Dissenting opinions that insinuate the world will end because of the majority ruling are destructive and akin to a dirty bird that fouls its own nest, Hecht said, using his grandma’s aphorism.
“As lawyers, we should encourage the bench to hold the rhetoric down a little bit,” he said.
Although dissents, especially strident ones, are a rarity of the Texas Supreme Court, Hecht’s tenure there started in a time of partisan division on the court.
“There’s a lot of peer pressure to try to tone it down, but there needs to be more of that so the message to the people is, this is a justice system. You can trust that we’re trying to get it right and calling each other names and insinuating that you’re not is not helping.”
Hecht mentioned Justice Sonia Sotomayor’s recent criticism of a colleague’s concurring opinion in an immigration case in comments she made during an appearance at the University of Kansas Law School. She subsequently apologized to Justice Brett Kavanaugh, whom she did not name during the speech, for suggesting he had led a privileged life. In a statement issued by the court’s Public Information Office, Sotomayor said her remarks were inappropriate and hurtful.

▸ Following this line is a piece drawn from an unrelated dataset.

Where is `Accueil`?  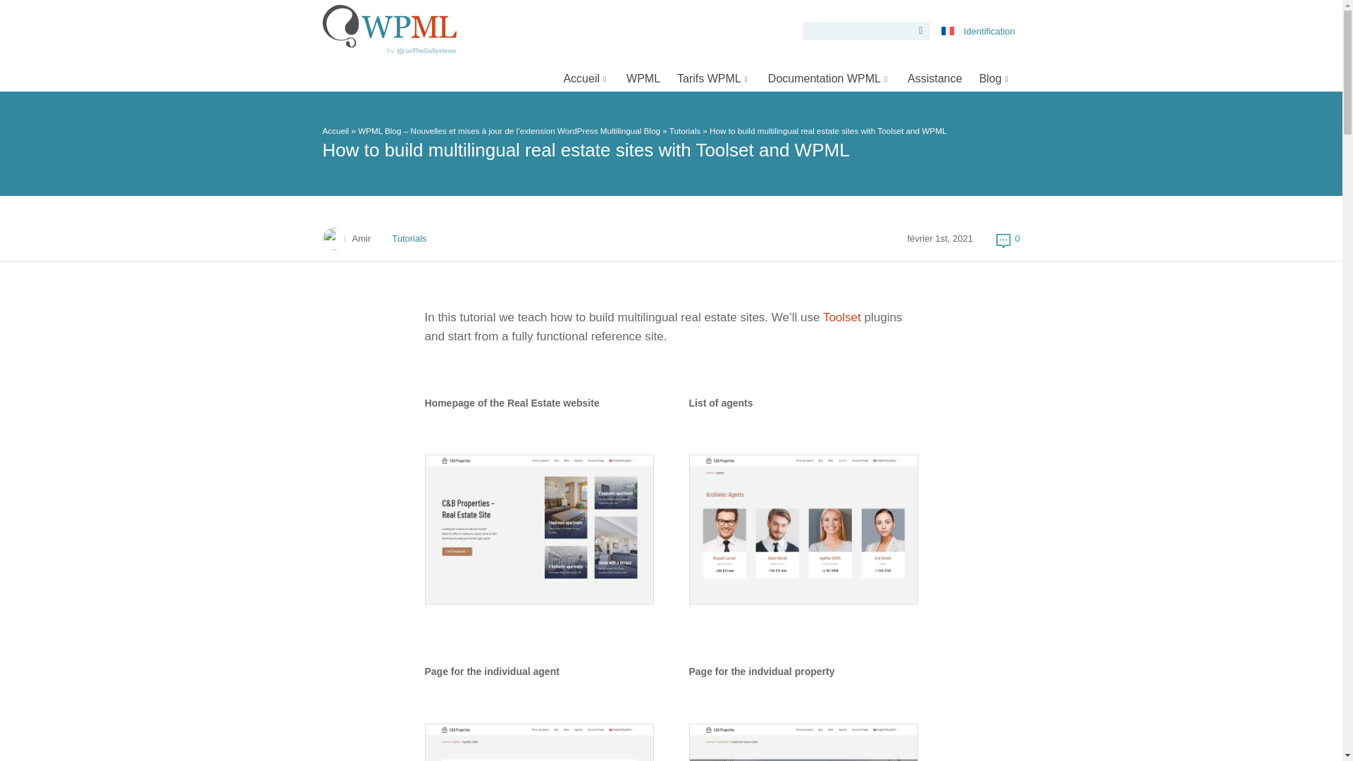 Accueil is located at coordinates (586, 77).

Hecht also mentioned the growing number of threats against judges and Chief Justice John Roberts’ denunciation of the threats during a March appearance at Rice University. The U.S. Marshals Service reports 275 threats against federal judges so far this year, according to a news release from Speak Up for Justice, a group focused on judicial security.
Trump has regularly denounced federal courts who have ruled against his administration, recently saying in a social media post that a federal judge who had blocked construction of a White House ballroom was a “Trump Hating” judge who “has gone out of his way to undermine National Security.”
Other factors that could improve the public’s view of the Texas courts are improving funding to help the huge number of individuals involved in civil litigation who cannot afford a lawyer and having the state join 12 others that have authorized non-lawyer professionals to practice in limited areas to aid unmet legal service needs, Hecht said.
“Judicial independence is an exception in a democracy. It’s not the rule. The other two branches don’t have it,” Hecht concluded. “And so, we’ve got to earn it and show that it is justified, to prove that President Jefferson’s fears were mistaken and that Hamilton was right. Judges can be accountable to the rule of law even without being elected.”